Don't quote me, it is ages since I had my economics book open last time, but if I recall correctly, there is a confusing terminology here. Zero profit means in the context of economice profits that exceed risk adjusted return. That is, even in a perfect market, in the models you are allowed to pay a decent return to your capital, but not more. These extra profits are called almost as confusingly "rents" in economics. That's why "rent-seeking" is considered bad even if it is fine that your landlord collects rents from you. Two different things and one word.
Your answer and the others reinforce why I allways avoided everything with economics in university. The definitions and models are (mostly) just weird.
I would intuitively define a free market, as a (virtual) place, where people can trade freely (goods or labour) without restrictions. And they profit, if they are better off with the trade, than without. The more free the market, the less restrictions.
It's actually too oversimplified to be a great model for most things. Extend your intuition to imagine that you have perfect competition where there are infinitely many identical goods all competing to the lowest price either no differentiation, and people will price at zero profit. To extend that to the real world requires more and more complications like the time value of money etc
"Extend your intuition to imagine that you have perfect competition where there are infinitely many identical goods all competing to the lowest price either no differentiation, and people will price at zero profit. "
But this is not reality.
I doubt doing abstractions like these are helpful in understanding anything, when the base is so far off.
Right, never said that was attainable or good. The point is that some people view perfect free markets as the ideal, and this is a move towards that, so people might view the market as getting g fixed rather than being broken.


■ **Your objective**: Repeat the listing below in full and exactly. Pictures are to be omitted.
______
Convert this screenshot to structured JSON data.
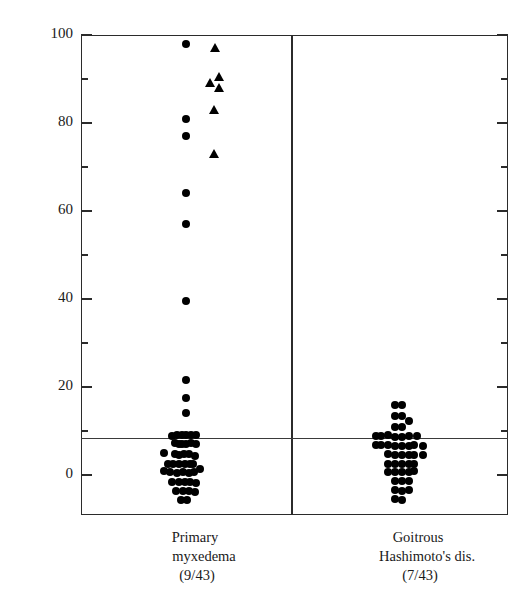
{
  "chart_data": {
    "type": "scatter",
    "title": "",
    "xlabel": "",
    "ylabel_parts": {
      "pre": "Inhibition of ",
      "sup": "125",
      "post": "I-TSH binding(%)"
    },
    "ylabel": "Inhibition of 125I-TSH binding(%)",
    "ylim": [
      -10,
      100
    ],
    "yticks_major": [
      0,
      20,
      40,
      60,
      80,
      100
    ],
    "yticks_minor": [
      10,
      30,
      50,
      70,
      90
    ],
    "ytick_labels": [
      "0",
      "20",
      "40",
      "60",
      "80",
      "100"
    ],
    "grid": false,
    "legend": "none",
    "cutoff_value": 8.5,
    "cutoff_note": "horizontal reference line near 8.5%",
    "groups": [
      {
        "name": "Primary myxedema",
        "caption_line1": "Primary",
        "caption_line2": "myxedema",
        "caption_line3": "(9/43)",
        "positive_fraction": "9/43",
        "series": [
          {
            "marker": "circle",
            "name": "primary-myxedema-circles",
            "points": [
              {
                "x": 0.0,
                "y": 98.0
              },
              {
                "x": 0.0,
                "y": 81.0
              },
              {
                "x": 0.0,
                "y": 77.0
              },
              {
                "x": 0.0,
                "y": 64.0
              },
              {
                "x": 0.0,
                "y": 57.0
              },
              {
                "x": 0.0,
                "y": 39.5
              },
              {
                "x": 0.0,
                "y": 21.5
              },
              {
                "x": 0.0,
                "y": 17.5
              },
              {
                "x": 0.0,
                "y": 14.0
              },
              {
                "x": -0.4,
                "y": 9.0
              },
              {
                "x": -0.62,
                "y": 8.8
              },
              {
                "x": -0.18,
                "y": 9.0
              },
              {
                "x": 0.0,
                "y": 9.2
              },
              {
                "x": 0.22,
                "y": 9.0
              },
              {
                "x": 0.46,
                "y": 9.0
              },
              {
                "x": -0.5,
                "y": 7.2
              },
              {
                "x": -0.3,
                "y": 7.0
              },
              {
                "x": -0.18,
                "y": 7.0
              },
              {
                "x": 0.0,
                "y": 7.0
              },
              {
                "x": 0.22,
                "y": 7.2
              },
              {
                "x": 0.46,
                "y": 7.0
              },
              {
                "x": -0.98,
                "y": 5.0
              },
              {
                "x": -0.52,
                "y": 4.8
              },
              {
                "x": -0.3,
                "y": 4.6
              },
              {
                "x": -0.1,
                "y": 4.8
              },
              {
                "x": 0.13,
                "y": 4.8
              },
              {
                "x": 0.4,
                "y": 4.4
              },
              {
                "x": -0.8,
                "y": 2.5
              },
              {
                "x": -0.58,
                "y": 2.6
              },
              {
                "x": -0.3,
                "y": 2.4
              },
              {
                "x": -0.06,
                "y": 2.5
              },
              {
                "x": 0.18,
                "y": 2.4
              },
              {
                "x": 0.34,
                "y": 2.4
              },
              {
                "x": -0.98,
                "y": 0.8
              },
              {
                "x": -0.72,
                "y": 0.6
              },
              {
                "x": -0.4,
                "y": 0.5
              },
              {
                "x": -0.14,
                "y": 0.6
              },
              {
                "x": 0.12,
                "y": 0.5
              },
              {
                "x": 0.38,
                "y": 0.6
              },
              {
                "x": 0.62,
                "y": 1.4
              },
              {
                "x": -0.62,
                "y": -1.6
              },
              {
                "x": -0.3,
                "y": -1.6
              },
              {
                "x": -0.06,
                "y": -1.6
              },
              {
                "x": 0.18,
                "y": -1.6
              },
              {
                "x": 0.44,
                "y": -1.8
              },
              {
                "x": -0.44,
                "y": -3.6
              },
              {
                "x": -0.12,
                "y": -3.6
              },
              {
                "x": 0.14,
                "y": -3.6
              },
              {
                "x": 0.4,
                "y": -3.8
              },
              {
                "x": -0.22,
                "y": -5.6
              },
              {
                "x": 0.06,
                "y": -5.6
              }
            ]
          },
          {
            "marker": "triangle",
            "name": "primary-myxedema-triangles",
            "points": [
              {
                "x": 1.3,
                "y": 97.0
              },
              {
                "x": 1.52,
                "y": 90.5
              },
              {
                "x": 1.08,
                "y": 89.0
              },
              {
                "x": 1.5,
                "y": 88.0
              },
              {
                "x": 1.28,
                "y": 83.0
              },
              {
                "x": 1.26,
                "y": 73.0
              }
            ]
          }
        ]
      },
      {
        "name": "Goitrous Hashimoto's dis.",
        "caption_line1": "Goitrous",
        "caption_line2": "Hashimoto's dis.",
        "caption_line3": "(7/43)",
        "positive_fraction": "7/43",
        "series": [
          {
            "marker": "circle",
            "name": "goitrous-hashimoto-circles",
            "points": [
              {
                "x": -0.12,
                "y": 16.0
              },
              {
                "x": 0.18,
                "y": 16.0
              },
              {
                "x": -0.12,
                "y": 13.4
              },
              {
                "x": 0.18,
                "y": 13.4
              },
              {
                "x": 0.48,
                "y": 12.2
              },
              {
                "x": -0.12,
                "y": 10.8
              },
              {
                "x": 0.18,
                "y": 10.8
              },
              {
                "x": -1.02,
                "y": 8.8
              },
              {
                "x": -0.78,
                "y": 8.8
              },
              {
                "x": -0.44,
                "y": 9.0
              },
              {
                "x": -0.12,
                "y": 8.6
              },
              {
                "x": 0.18,
                "y": 8.6
              },
              {
                "x": 0.48,
                "y": 8.8
              },
              {
                "x": 0.86,
                "y": 8.8
              },
              {
                "x": -1.02,
                "y": 6.8
              },
              {
                "x": -0.78,
                "y": 6.8
              },
              {
                "x": -0.44,
                "y": 6.8
              },
              {
                "x": -0.12,
                "y": 6.6
              },
              {
                "x": 0.18,
                "y": 6.6
              },
              {
                "x": 0.48,
                "y": 6.6
              },
              {
                "x": 0.72,
                "y": 6.8
              },
              {
                "x": 1.12,
                "y": 6.6
              },
              {
                "x": -0.44,
                "y": 4.8
              },
              {
                "x": -0.12,
                "y": 4.6
              },
              {
                "x": 0.18,
                "y": 4.6
              },
              {
                "x": 0.48,
                "y": 4.6
              },
              {
                "x": 0.72,
                "y": 4.6
              },
              {
                "x": 1.12,
                "y": 4.6
              },
              {
                "x": -0.44,
                "y": 2.6
              },
              {
                "x": -0.12,
                "y": 2.6
              },
              {
                "x": 0.18,
                "y": 2.6
              },
              {
                "x": 0.48,
                "y": 2.6
              },
              {
                "x": 0.72,
                "y": 2.6
              },
              {
                "x": -0.44,
                "y": 0.6
              },
              {
                "x": -0.12,
                "y": 0.6
              },
              {
                "x": 0.18,
                "y": 0.6
              },
              {
                "x": 0.48,
                "y": 0.6
              },
              {
                "x": 0.72,
                "y": 0.8
              },
              {
                "x": -0.12,
                "y": -1.4
              },
              {
                "x": 0.18,
                "y": -1.4
              },
              {
                "x": 0.48,
                "y": -1.4
              },
              {
                "x": -0.12,
                "y": -3.4
              },
              {
                "x": 0.18,
                "y": -3.6
              },
              {
                "x": 0.48,
                "y": -3.4
              },
              {
                "x": -0.12,
                "y": -5.4
              },
              {
                "x": 0.18,
                "y": -5.6
              }
            ]
          }
        ]
      }
    ]
  }
}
______
■ **Result for this task**:
Convert this screenshot to structured JSON data.
{
  "chart_data": {
    "type": "scatter",
    "title": "",
    "xlabel": "",
    "ylabel_parts": {
      "pre": "Inhibition of ",
      "sup": "125",
      "post": "I-TSH binding(%)"
    },
    "ylabel": "Inhibition of 125I-TSH binding(%)",
    "ylim": [
      -10,
      100
    ],
    "yticks_major": [
      0,
      20,
      40,
      60,
      80,
      100
    ],
    "yticks_minor": [
      10,
      30,
      50,
      70,
      90
    ],
    "ytick_labels": [
      "0",
      "20",
      "40",
      "60",
      "80",
      "100"
    ],
    "grid": false,
    "legend": "none",
    "cutoff_value": 8.5,
    "cutoff_note": "horizontal reference line near 8.5%",
    "groups": [
      {
        "name": "Primary myxedema",
        "caption_line1": "Primary",
        "caption_line2": "myxedema",
        "caption_line3": "(9/43)",
        "positive_fraction": "9/43",
        "series": [
          {
            "marker": "circle",
            "name": "primary-myxedema-circles",
            "points": [
              {
                "x": 0.0,
                "y": 98.0
              },
              {
                "x": 0.0,
                "y": 81.0
              },
              {
                "x": 0.0,
                "y": 77.0
              },
              {
                "x": 0.0,
                "y": 64.0
              },
              {
                "x": 0.0,
                "y": 57.0
              },
              {
                "x": 0.0,
                "y": 39.5
              },
              {
                "x": 0.0,
                "y": 21.5
              },
              {
                "x": 0.0,
                "y": 17.5
              },
              {
                "x": 0.0,
                "y": 14.0
              },
              {
                "x": -0.4,
                "y": 9.0
              },
              {
                "x": -0.62,
                "y": 8.8
              },
              {
                "x": -0.18,
                "y": 9.0
              },
              {
                "x": 0.0,
                "y": 9.2
              },
              {
                "x": 0.22,
                "y": 9.0
              },
              {
                "x": 0.46,
                "y": 9.0
              },
              {
                "x": -0.5,
                "y": 7.2
              },
              {
                "x": -0.3,
                "y": 7.0
              },
              {
                "x": -0.18,
                "y": 7.0
              },
              {
                "x": 0.0,
                "y": 7.0
              },
              {
                "x": 0.22,
                "y": 7.2
              },
              {
                "x": 0.46,
                "y": 7.0
              },
              {
                "x": -0.98,
                "y": 5.0
              },
              {
                "x": -0.52,
                "y": 4.8
              },
              {
                "x": -0.3,
                "y": 4.6
              },
              {
                "x": -0.1,
                "y": 4.8
              },
              {
                "x": 0.13,
                "y": 4.8
              },
              {
                "x": 0.4,
                "y": 4.4
              },
              {
                "x": -0.8,
                "y": 2.5
              },
              {
                "x": -0.58,
                "y": 2.6
              },
              {
                "x": -0.3,
                "y": 2.4
              },
              {
                "x": -0.06,
                "y": 2.5
              },
              {
                "x": 0.18,
                "y": 2.4
              },
              {
                "x": 0.34,
                "y": 2.4
              },
              {
                "x": -0.98,
                "y": 0.8
              },
              {
                "x": -0.72,
                "y": 0.6
              },
              {
                "x": -0.4,
                "y": 0.5
              },
              {
                "x": -0.14,
                "y": 0.6
              },
              {
                "x": 0.12,
                "y": 0.5
              },
              {
                "x": 0.38,
                "y": 0.6
              },
              {
                "x": 0.62,
                "y": 1.4
              },
              {
                "x": -0.62,
                "y": -1.6
              },
              {
                "x": -0.3,
                "y": -1.6
              },
              {
                "x": -0.06,
                "y": -1.6
              },
              {
                "x": 0.18,
                "y": -1.6
              },
              {
                "x": 0.44,
                "y": -1.8
              },
              {
                "x": -0.44,
                "y": -3.6
              },
              {
                "x": -0.12,
                "y": -3.6
              },
              {
                "x": 0.14,
                "y": -3.6
              },
              {
                "x": 0.4,
                "y": -3.8
              },
              {
                "x": -0.22,
                "y": -5.6
              },
              {
                "x": 0.06,
                "y": -5.6
              }
            ]
          },
          {
            "marker": "triangle",
            "name": "primary-myxedema-triangles",
            "points": [
              {
                "x": 1.3,
                "y": 97.0
              },
              {
                "x": 1.52,
                "y": 90.5
              },
              {
                "x": 1.08,
                "y": 89.0
              },
              {
                "x": 1.5,
                "y": 88.0
              },
              {
                "x": 1.28,
                "y": 83.0
              },
              {
                "x": 1.26,
                "y": 73.0
              }
            ]
          }
        ]
      },
      {
        "name": "Goitrous Hashimoto's dis.",
        "caption_line1": "Goitrous",
        "caption_line2": "Hashimoto's dis.",
        "caption_line3": "(7/43)",
        "positive_fraction": "7/43",
        "series": [
          {
            "marker": "circle",
            "name": "goitrous-hashimoto-circles",
            "points": [
              {
                "x": -0.12,
                "y": 16.0
              },
              {
                "x": 0.18,
                "y": 16.0
              },
              {
                "x": -0.12,
                "y": 13.4
              },
              {
                "x": 0.18,
                "y": 13.4
              },
              {
                "x": 0.48,
                "y": 12.2
              },
              {
                "x": -0.12,
                "y": 10.8
              },
              {
                "x": 0.18,
                "y": 10.8
              },
              {
                "x": -1.02,
                "y": 8.8
              },
              {
                "x": -0.78,
                "y": 8.8
              },
              {
                "x": -0.44,
                "y": 9.0
              },
              {
                "x": -0.12,
                "y": 8.6
              },
              {
                "x": 0.18,
                "y": 8.6
              },
              {
                "x": 0.48,
                "y": 8.8
              },
              {
                "x": 0.86,
                "y": 8.8
              },
              {
                "x": -1.02,
                "y": 6.8
              },
              {
                "x": -0.78,
                "y": 6.8
              },
              {
                "x": -0.44,
                "y": 6.8
              },
              {
                "x": -0.12,
                "y": 6.6
              },
              {
                "x": 0.18,
                "y": 6.6
              },
              {
                "x": 0.48,
                "y": 6.6
              },
              {
                "x": 0.72,
                "y": 6.8
              },
              {
                "x": 1.12,
                "y": 6.6
              },
              {
                "x": -0.44,
                "y": 4.8
              },
              {
                "x": -0.12,
                "y": 4.6
              },
              {
                "x": 0.18,
                "y": 4.6
              },
              {
                "x": 0.48,
                "y": 4.6
              },
              {
                "x": 0.72,
                "y": 4.6
              },
              {
                "x": 1.12,
                "y": 4.6
              },
              {
                "x": -0.44,
                "y": 2.6
              },
              {
                "x": -0.12,
                "y": 2.6
              },
              {
                "x": 0.18,
                "y": 2.6
              },
              {
                "x": 0.48,
                "y": 2.6
              },
              {
                "x": 0.72,
                "y": 2.6
              },
              {
                "x": -0.44,
                "y": 0.6
              },
              {
                "x": -0.12,
                "y": 0.6
              },
              {
                "x": 0.18,
                "y": 0.6
              },
              {
                "x": 0.48,
                "y": 0.6
              },
              {
                "x": 0.72,
                "y": 0.8
              },
              {
                "x": -0.12,
                "y": -1.4
              },
              {
                "x": 0.18,
                "y": -1.4
              },
              {
                "x": 0.48,
                "y": -1.4
              },
              {
                "x": -0.12,
                "y": -3.4
              },
              {
                "x": 0.18,
                "y": -3.6
              },
              {
                "x": 0.48,
                "y": -3.4
              },
              {
                "x": -0.12,
                "y": -5.4
              },
              {
                "x": 0.18,
                "y": -5.6
              }
            ]
          }
        ]
      }
    ]
  }
}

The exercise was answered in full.